When Annette Kicken's late husband, Rudolf, founded a photo gallery in Aachen, West Germany, in 1974, appreciation of photography as an art form was rare. Major German photographic museums were years away from opening. In the UK, the National Portrait Gallery had only just appointed its first curator of photography. In the US, the Metropolitan Museum of Art would not establish a department of photographs until 1992.
"It was a very, very small scene," says Kicken, who joined the gallery in 1999. "There were few institutional exhibitions. There was no market."
Kicken Gallery, which moved from Aachen to Cologne in 1979, and to Berlin in 1999, set out to preserve photography. Quick to participate in fairs such as Art Basel and proactive in its cooperation with museums, the gallery helped to build recognition for the photography of surrealism, Czech modernism and the Bauhaus, as well as American new colour photography and artistic documentary movements in both East and West Germany.
The current 50 Years | 50 Photographs at Kicken Berlin reflects on the gallery's legacy, and the gradual acceptance of photography as a means of artistic expression. The exhibition is curated by Wilhelm Schürmann, a photographer and cofounder of the gallery.
Esta historia es de la edición June 21, 2024 de The Guardian Weekly.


**Task brief:** The answer must consist of every line below that holds the word "network".

**Stored records:**
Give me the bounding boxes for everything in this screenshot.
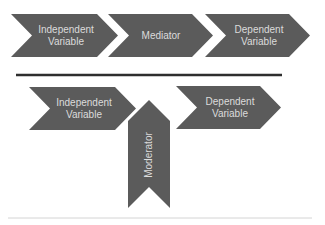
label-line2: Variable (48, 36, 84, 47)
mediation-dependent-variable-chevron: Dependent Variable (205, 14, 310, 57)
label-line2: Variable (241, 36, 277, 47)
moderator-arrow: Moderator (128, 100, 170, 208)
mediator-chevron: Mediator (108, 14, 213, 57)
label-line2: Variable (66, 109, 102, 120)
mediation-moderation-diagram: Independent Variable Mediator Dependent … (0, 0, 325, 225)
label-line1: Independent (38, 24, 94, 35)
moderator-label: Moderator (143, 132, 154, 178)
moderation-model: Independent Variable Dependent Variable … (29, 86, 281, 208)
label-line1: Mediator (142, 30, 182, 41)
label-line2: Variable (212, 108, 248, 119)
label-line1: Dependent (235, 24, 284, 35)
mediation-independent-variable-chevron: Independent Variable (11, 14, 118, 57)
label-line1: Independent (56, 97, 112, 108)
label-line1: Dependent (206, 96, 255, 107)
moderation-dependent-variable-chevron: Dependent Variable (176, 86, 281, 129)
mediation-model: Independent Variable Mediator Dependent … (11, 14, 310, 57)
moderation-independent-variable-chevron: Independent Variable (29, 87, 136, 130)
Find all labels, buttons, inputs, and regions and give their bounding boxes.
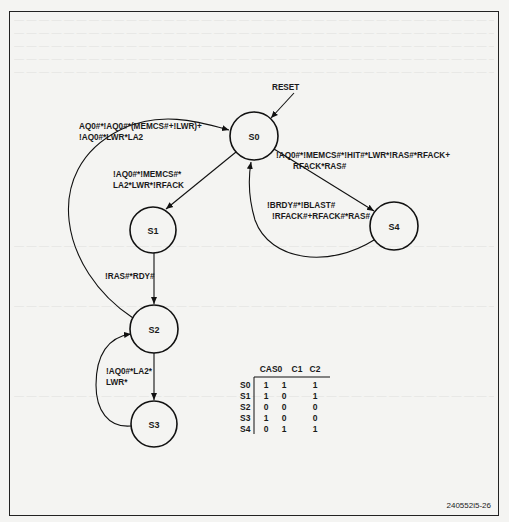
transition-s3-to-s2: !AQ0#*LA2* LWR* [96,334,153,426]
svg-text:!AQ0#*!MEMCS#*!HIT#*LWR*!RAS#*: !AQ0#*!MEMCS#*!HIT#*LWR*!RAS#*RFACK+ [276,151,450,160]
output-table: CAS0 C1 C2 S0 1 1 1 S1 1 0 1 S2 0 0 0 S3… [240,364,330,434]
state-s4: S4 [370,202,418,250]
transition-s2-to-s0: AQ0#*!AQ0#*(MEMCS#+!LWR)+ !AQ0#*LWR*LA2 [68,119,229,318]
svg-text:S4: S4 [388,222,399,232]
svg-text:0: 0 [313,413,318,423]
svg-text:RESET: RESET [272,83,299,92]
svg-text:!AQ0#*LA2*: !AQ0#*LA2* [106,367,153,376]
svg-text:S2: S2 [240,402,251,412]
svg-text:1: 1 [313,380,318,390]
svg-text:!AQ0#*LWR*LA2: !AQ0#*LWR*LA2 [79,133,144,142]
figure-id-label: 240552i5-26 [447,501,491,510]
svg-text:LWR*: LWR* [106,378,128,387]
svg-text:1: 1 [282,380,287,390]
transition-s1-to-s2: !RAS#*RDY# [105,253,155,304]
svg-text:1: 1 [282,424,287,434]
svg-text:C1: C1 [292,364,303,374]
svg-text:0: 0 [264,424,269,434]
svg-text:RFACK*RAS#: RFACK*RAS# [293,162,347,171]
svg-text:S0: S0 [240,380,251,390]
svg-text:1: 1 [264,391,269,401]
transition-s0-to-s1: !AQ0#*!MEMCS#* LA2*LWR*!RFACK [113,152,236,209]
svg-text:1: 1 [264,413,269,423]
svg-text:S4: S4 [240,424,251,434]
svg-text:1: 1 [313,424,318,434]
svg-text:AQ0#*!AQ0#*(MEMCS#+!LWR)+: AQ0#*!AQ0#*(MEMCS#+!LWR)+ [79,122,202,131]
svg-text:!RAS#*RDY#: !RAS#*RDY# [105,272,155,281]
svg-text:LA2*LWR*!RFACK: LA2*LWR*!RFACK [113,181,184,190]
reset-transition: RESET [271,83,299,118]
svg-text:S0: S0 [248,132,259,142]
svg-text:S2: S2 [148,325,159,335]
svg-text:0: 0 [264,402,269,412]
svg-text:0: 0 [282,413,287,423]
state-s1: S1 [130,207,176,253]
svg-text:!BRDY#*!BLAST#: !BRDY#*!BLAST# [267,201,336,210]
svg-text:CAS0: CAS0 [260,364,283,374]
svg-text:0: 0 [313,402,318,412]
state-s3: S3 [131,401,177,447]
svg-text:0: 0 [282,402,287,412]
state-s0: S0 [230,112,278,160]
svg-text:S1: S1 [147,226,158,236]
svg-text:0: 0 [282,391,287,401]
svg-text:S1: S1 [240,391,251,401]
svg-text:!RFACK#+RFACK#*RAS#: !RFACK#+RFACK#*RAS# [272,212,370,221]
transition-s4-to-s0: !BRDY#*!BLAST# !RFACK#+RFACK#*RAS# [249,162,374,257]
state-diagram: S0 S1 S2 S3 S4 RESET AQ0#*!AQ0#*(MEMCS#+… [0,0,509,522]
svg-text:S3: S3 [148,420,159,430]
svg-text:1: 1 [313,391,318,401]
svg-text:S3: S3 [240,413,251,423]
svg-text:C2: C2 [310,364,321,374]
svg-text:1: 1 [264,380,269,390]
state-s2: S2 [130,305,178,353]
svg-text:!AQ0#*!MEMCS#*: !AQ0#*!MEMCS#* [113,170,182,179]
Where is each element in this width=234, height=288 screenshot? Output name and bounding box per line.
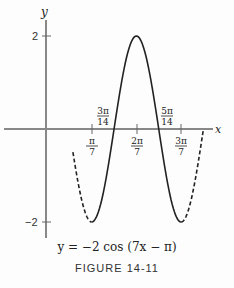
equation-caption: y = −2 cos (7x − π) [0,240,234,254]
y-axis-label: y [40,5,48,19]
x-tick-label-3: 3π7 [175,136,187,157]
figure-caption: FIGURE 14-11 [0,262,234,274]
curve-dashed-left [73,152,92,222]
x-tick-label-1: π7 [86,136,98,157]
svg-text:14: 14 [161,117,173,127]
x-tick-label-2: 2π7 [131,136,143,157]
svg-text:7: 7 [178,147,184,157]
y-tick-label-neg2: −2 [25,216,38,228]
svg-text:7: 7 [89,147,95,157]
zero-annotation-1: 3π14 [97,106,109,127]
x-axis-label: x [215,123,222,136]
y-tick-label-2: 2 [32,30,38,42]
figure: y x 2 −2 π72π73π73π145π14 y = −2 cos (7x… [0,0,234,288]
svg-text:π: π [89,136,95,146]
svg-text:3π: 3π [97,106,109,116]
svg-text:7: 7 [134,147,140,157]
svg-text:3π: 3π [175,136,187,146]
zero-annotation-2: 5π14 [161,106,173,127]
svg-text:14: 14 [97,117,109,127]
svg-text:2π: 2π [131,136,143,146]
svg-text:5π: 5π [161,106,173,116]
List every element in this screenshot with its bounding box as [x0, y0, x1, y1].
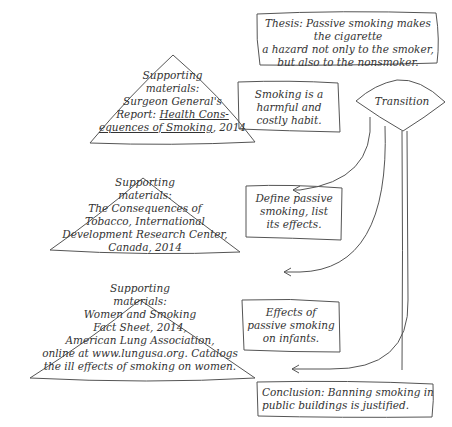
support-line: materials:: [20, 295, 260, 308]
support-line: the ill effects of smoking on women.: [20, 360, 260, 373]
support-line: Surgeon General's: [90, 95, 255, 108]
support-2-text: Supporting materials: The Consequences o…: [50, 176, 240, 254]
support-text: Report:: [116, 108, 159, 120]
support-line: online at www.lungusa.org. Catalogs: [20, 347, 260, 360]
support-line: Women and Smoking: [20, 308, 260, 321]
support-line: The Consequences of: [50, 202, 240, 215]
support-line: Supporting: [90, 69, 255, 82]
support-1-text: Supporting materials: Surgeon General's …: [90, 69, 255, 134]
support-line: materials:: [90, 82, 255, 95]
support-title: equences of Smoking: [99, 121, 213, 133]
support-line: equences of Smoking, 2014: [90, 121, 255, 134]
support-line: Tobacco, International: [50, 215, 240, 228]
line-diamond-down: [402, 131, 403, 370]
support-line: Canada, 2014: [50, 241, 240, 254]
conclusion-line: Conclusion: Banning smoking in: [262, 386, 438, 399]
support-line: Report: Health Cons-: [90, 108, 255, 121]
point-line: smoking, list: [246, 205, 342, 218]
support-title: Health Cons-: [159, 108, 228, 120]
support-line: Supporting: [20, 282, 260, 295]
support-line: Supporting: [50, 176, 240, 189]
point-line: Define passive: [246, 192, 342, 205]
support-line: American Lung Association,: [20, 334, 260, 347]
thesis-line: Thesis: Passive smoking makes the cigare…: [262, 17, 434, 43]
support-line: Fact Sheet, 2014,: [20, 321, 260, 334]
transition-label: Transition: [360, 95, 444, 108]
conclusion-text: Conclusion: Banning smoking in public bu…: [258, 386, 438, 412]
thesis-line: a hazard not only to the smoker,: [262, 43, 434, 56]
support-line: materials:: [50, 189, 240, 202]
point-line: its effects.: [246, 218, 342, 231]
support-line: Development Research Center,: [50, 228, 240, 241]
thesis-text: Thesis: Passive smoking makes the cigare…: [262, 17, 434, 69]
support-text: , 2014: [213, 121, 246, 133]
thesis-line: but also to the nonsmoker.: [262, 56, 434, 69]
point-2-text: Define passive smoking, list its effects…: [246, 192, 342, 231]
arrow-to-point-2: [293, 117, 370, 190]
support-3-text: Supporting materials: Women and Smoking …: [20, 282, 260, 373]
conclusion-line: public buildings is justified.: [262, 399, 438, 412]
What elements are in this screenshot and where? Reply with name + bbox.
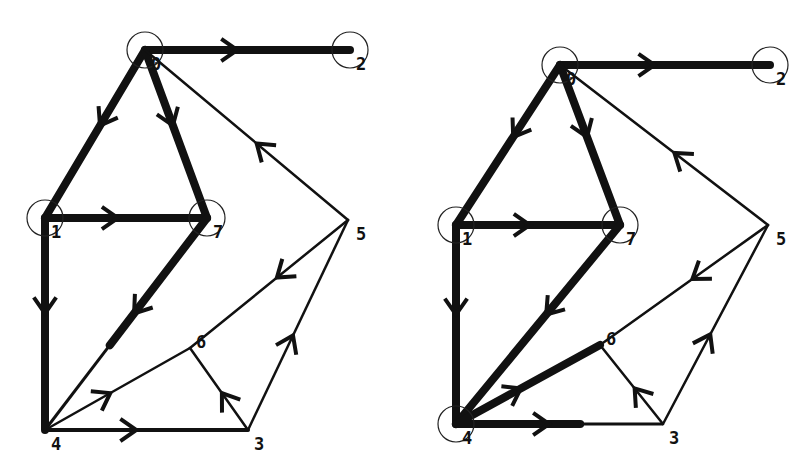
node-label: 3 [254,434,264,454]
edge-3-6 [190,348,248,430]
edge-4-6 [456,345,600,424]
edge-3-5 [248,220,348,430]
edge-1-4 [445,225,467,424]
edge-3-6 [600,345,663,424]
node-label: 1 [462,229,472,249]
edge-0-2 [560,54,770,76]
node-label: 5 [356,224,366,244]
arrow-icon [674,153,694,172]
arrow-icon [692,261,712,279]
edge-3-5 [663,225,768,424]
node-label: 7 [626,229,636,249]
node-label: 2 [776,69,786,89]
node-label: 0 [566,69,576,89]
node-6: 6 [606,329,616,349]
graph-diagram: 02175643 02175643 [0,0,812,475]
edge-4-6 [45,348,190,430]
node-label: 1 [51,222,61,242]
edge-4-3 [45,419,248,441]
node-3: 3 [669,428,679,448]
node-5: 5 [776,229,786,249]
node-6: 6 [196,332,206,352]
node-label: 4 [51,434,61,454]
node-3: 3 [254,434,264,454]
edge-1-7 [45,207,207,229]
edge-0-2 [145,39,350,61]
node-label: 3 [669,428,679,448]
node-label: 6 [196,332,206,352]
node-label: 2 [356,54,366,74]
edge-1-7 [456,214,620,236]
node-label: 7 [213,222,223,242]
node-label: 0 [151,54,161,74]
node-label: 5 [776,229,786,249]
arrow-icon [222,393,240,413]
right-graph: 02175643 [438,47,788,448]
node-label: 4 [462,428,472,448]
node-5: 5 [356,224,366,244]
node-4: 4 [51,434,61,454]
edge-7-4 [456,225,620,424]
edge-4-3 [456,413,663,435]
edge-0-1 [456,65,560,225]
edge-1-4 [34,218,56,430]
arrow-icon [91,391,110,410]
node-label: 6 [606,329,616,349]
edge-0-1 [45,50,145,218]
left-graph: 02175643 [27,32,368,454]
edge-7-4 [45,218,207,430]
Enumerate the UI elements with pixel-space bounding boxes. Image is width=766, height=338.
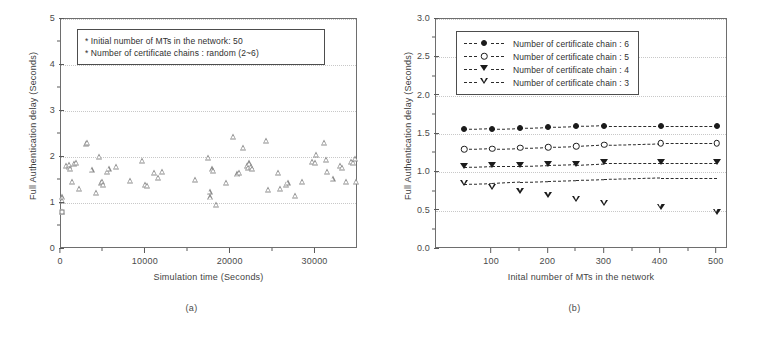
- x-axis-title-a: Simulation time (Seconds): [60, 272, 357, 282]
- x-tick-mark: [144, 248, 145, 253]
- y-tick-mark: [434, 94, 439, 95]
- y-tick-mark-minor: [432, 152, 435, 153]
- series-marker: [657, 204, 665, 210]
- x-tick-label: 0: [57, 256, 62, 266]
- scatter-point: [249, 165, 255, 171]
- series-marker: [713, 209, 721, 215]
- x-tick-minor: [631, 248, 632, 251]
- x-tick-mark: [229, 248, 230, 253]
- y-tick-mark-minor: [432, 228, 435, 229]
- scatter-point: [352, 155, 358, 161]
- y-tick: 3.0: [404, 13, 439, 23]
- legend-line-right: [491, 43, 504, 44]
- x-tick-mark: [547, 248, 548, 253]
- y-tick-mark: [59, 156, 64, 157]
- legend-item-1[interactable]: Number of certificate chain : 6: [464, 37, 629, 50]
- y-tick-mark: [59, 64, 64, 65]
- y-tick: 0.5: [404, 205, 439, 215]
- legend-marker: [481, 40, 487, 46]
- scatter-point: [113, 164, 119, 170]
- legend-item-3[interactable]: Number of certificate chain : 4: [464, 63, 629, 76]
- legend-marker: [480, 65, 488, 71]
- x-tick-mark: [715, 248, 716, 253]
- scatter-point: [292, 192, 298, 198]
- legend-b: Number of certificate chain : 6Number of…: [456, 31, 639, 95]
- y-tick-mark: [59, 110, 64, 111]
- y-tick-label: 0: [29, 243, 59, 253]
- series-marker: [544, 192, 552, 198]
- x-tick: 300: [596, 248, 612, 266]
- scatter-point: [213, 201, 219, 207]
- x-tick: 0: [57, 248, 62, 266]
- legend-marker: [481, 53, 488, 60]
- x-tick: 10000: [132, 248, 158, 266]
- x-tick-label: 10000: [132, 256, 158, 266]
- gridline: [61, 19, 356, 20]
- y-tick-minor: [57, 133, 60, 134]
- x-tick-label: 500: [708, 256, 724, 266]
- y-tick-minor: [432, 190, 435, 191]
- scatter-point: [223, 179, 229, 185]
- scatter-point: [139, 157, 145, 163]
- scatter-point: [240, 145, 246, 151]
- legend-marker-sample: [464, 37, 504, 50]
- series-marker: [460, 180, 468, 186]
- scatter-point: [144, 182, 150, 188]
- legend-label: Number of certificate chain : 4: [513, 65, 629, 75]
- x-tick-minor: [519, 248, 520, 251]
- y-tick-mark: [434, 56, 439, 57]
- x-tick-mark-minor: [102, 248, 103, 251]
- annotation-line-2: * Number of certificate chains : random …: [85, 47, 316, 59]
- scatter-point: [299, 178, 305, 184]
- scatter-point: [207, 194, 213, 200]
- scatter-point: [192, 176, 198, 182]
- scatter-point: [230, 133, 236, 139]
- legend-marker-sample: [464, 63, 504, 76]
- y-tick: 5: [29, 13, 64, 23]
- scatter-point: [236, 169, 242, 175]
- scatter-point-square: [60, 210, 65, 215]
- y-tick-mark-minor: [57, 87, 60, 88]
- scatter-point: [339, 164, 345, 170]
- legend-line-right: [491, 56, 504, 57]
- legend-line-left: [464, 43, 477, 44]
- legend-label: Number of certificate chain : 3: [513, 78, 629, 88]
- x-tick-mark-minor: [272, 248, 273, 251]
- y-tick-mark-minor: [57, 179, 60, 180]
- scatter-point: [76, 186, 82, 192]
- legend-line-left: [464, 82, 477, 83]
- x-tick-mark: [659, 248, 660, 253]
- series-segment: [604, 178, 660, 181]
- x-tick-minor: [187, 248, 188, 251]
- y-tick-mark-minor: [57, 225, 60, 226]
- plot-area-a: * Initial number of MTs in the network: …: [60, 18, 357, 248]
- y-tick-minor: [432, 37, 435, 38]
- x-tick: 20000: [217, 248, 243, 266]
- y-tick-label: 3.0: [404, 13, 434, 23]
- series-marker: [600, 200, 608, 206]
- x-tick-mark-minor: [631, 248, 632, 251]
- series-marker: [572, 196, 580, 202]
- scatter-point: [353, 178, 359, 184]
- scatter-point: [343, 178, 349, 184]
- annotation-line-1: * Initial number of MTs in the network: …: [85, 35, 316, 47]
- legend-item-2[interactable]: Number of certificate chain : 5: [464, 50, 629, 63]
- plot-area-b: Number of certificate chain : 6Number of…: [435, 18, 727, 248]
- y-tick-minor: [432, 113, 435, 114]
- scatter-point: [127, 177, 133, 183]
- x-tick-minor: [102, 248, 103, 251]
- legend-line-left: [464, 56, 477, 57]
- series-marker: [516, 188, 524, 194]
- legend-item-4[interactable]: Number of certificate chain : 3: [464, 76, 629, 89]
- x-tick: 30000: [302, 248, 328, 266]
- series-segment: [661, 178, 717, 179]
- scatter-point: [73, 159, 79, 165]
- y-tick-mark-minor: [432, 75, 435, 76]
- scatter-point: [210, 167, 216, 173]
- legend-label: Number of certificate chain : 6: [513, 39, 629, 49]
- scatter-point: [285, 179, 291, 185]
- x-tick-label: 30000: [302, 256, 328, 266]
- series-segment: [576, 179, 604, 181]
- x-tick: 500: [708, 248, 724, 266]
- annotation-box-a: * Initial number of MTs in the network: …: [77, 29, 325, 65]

**Exercise output:**
- plot-area-a: * Initial number of MTs in the network: …: [60, 18, 357, 248]
- annotation-line-1: * Initial number of MTs in the network: …: [85, 35, 316, 47]
- annotation-box-a: * Initial number of MTs in the network: …: [77, 29, 325, 65]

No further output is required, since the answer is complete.